Israeli soldiers arrest a Palestinian man during a raid on the West Bank city of Hebron, September 20, 2017. (Wisam Hashlamoun/Flash90)
I write these words with a great deal of sadness. In the political reality of the last few decades, there is nothing trivial about the fact that a few dozen of thousands women demand to change that reality and are willing to march in the streets of every town and city in order to gain more supporters. The fact that this is a women’s initiative gives it even greater potential. And yes, there is such a thing as women-led politics, and it can be revolutionary and powerful — a politics that first and foremost challenges existing hierarchies and social structures.
However, the women-led politics I saw in Jerusalem was the complete opposite of that — the kind that only strengthens those power structures. A politics in which being a woman means wearing white, singing and dancing. It means being a mother and a womb, to sit at home and take care of our soldier sons. It means gently asking men to make peace already. Instead of a woman’s revolution, we got women who are demanding change but cannot for the life of them decide what kind of change they want to see. Women who only entrench the view that politics is a dirty word that women shouldn’t bother with — that it’s reserved for men alone.
No symmetry
Israeli and Palestinian women from ‘Women Wage Peace’ march near the Dead Sea in the West Bank to demand that their leaders do more for peace, October 8, 2017. (Flash90)
There is something simplistic, even childish, about speaking of “negotiations” and demanding a “peace agreement” a quarter century after the failure of the Oslo Accords. Negotiations?

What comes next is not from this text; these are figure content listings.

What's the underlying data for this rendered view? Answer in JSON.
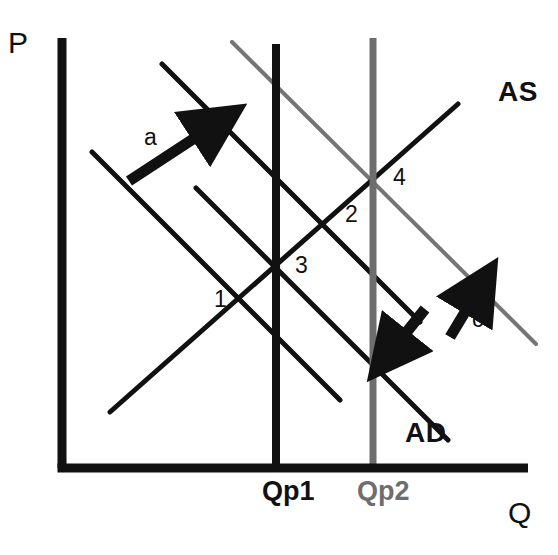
{
  "figure": {
    "kind": "ad-as-diagram",
    "background_color": "#ffffff",
    "ink_color": "#111111",
    "dim_color": "#6e6e6e"
  },
  "axes": {
    "vertical_label": "P",
    "horizontal_label": "Q",
    "vertical_label_pos": {
      "x": 8,
      "y": 28
    },
    "horizontal_label_pos": {
      "x": 508,
      "y": 498
    },
    "origin": {
      "x": 62,
      "y": 468
    },
    "top": {
      "x": 62,
      "y": 38
    },
    "right": {
      "x": 528,
      "y": 468
    },
    "stroke_width": 9
  },
  "curves": [
    {
      "id": "ad-1",
      "name": "AD",
      "role": "aggregate-demand",
      "shade": "dark",
      "stroke_width": 5,
      "x1": 92,
      "y1": 152,
      "x2": 340,
      "y2": 400
    },
    {
      "id": "ad-2",
      "name": "AD",
      "role": "aggregate-demand",
      "shade": "dark",
      "stroke_width": 5,
      "x1": 162,
      "y1": 64,
      "x2": 420,
      "y2": 322
    },
    {
      "id": "ad-3",
      "name": "AD",
      "role": "aggregate-demand",
      "shade": "dark",
      "stroke_width": 5,
      "x1": 196,
      "y1": 188,
      "x2": 448,
      "y2": 440
    },
    {
      "id": "ad-4",
      "name": "AD",
      "role": "aggregate-demand",
      "shade": "light",
      "stroke_width": 4,
      "x1": 232,
      "y1": 42,
      "x2": 536,
      "y2": 344
    },
    {
      "id": "as-1",
      "name": "AS",
      "role": "aggregate-supply",
      "shade": "dark",
      "stroke_width": 5,
      "x1": 110,
      "y1": 412,
      "x2": 458,
      "y2": 104
    }
  ],
  "potential_output_lines": [
    {
      "id": "qp1-line",
      "label": "Qp1",
      "shade": "dark",
      "stroke_width": 8,
      "x": 276,
      "y_top": 44,
      "y_bottom": 468,
      "label_pos": {
        "x": 262,
        "y": 478
      }
    },
    {
      "id": "qp2-line",
      "label": "Qp2",
      "shade": "light",
      "stroke_width": 7,
      "x": 373,
      "y_top": 38,
      "y_bottom": 468,
      "label_pos": {
        "x": 357,
        "y": 478
      }
    }
  ],
  "curve_labels": [
    {
      "id": "as-label",
      "text": "AS",
      "x": 498,
      "y": 78
    },
    {
      "id": "ad-label",
      "text": "AD",
      "x": 405,
      "y": 419
    }
  ],
  "equilibrium_points": [
    {
      "label": "1",
      "x": 214,
      "y": 288
    },
    {
      "label": "2",
      "x": 345,
      "y": 203
    },
    {
      "label": "3",
      "x": 295,
      "y": 254
    },
    {
      "label": "4",
      "x": 393,
      "y": 166
    }
  ],
  "annotations": [
    {
      "id": "arrow-a",
      "label": "a",
      "meaning": "AD shifts right",
      "label_pos": {
        "x": 144,
        "y": 126
      },
      "tail": {
        "x": 129,
        "y": 181
      },
      "head": {
        "x": 216,
        "y": 124
      }
    },
    {
      "id": "arrow-b",
      "label": "b",
      "meaning": "AD shifts left",
      "label_pos": {
        "x": 408,
        "y": 339
      },
      "tail": {
        "x": 425,
        "y": 309
      },
      "head": {
        "x": 390,
        "y": 353
      }
    },
    {
      "id": "arrow-c",
      "label": "c",
      "meaning": "AD shifts right",
      "label_pos": {
        "x": 472,
        "y": 308
      },
      "tail": {
        "x": 450,
        "y": 337
      },
      "head": {
        "x": 479,
        "y": 289
      }
    }
  ]
}
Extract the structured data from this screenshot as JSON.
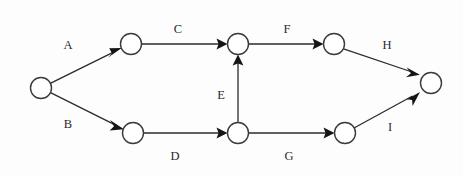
{
  "diagram": {
    "type": "directed-graph",
    "canvas": {
      "width": 463,
      "height": 176
    },
    "colors": {
      "background": "#fdfdfd",
      "node_stroke": "#3a3a3a",
      "node_fill": "#ffffff",
      "edge": "#2b2b2b",
      "arrow": "#151515",
      "label": "#2a2a2a"
    },
    "nodes": [
      {
        "id": "n1",
        "label": "",
        "cx": 41,
        "cy": 88,
        "r": 10.5
      },
      {
        "id": "n2",
        "label": "",
        "cx": 131,
        "cy": 44,
        "r": 10.5
      },
      {
        "id": "n3",
        "label": "",
        "cx": 238,
        "cy": 44,
        "r": 10.5
      },
      {
        "id": "n4",
        "label": "",
        "cx": 334,
        "cy": 44,
        "r": 10.5
      },
      {
        "id": "n5",
        "label": "",
        "cx": 431,
        "cy": 83,
        "r": 10.5
      },
      {
        "id": "n6",
        "label": "",
        "cx": 133,
        "cy": 133,
        "r": 10.5
      },
      {
        "id": "n7",
        "label": "",
        "cx": 238,
        "cy": 133,
        "r": 10.5
      },
      {
        "id": "n8",
        "label": "",
        "cx": 345,
        "cy": 133,
        "r": 10.5
      }
    ],
    "edges": [
      {
        "id": "e-A",
        "label": "A",
        "from": "n1",
        "to": "n2",
        "label_x": 68,
        "label_y": 46
      },
      {
        "id": "e-B",
        "label": "B",
        "from": "n1",
        "to": "n6",
        "label_x": 68,
        "label_y": 125
      },
      {
        "id": "e-C",
        "label": "C",
        "from": "n2",
        "to": "n3",
        "label_x": 178,
        "label_y": 30
      },
      {
        "id": "e-D",
        "label": "D",
        "from": "n6",
        "to": "n7",
        "label_x": 175,
        "label_y": 157
      },
      {
        "id": "e-E",
        "label": "E",
        "from": "n7",
        "to": "n3",
        "label_x": 221,
        "label_y": 96
      },
      {
        "id": "e-F",
        "label": "F",
        "from": "n3",
        "to": "n4",
        "label_x": 287,
        "label_y": 30
      },
      {
        "id": "e-G",
        "label": "G",
        "from": "n7",
        "to": "n8",
        "label_x": 289,
        "label_y": 157
      },
      {
        "id": "e-H",
        "label": "H",
        "from": "n4",
        "to": "n5",
        "label_x": 387,
        "label_y": 46
      },
      {
        "id": "e-I",
        "label": "I",
        "from": "n8",
        "to": "n5",
        "label_x": 390,
        "label_y": 128
      }
    ]
  }
}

On the contrary: Israel would love to enter into another endless round of talks that will stave off inter nation pressure and allow it to continue dispossessing, just as it did during all previous rounds of negotiations. The women seek to jump into this vacuum, filling it with lots of emotional words and a desperate attempt to create some semblance of symmetry between Israelis and Palestinians.
As thousands of women sang songs of peace and sisterhood in Jerusalem, a rocket was fired from Gaza at Israel, to which Israel responded by attacking the Strip. Can we even begin to grapple with this reality without, for example, speaking about the siege? Without using the word occupation?
Yes, speaking about the occupation is not popular, and it may even drastically decrease the number of participants in the next march. But perhaps this is when we should listen to the words of the settler from Samaria: until we are unable to speak about the difficult things, it is doubtful whether we will be able to change anything in the real world. Even if we all wear white and talk about our wombs — in Hebrew, Arabic, and English.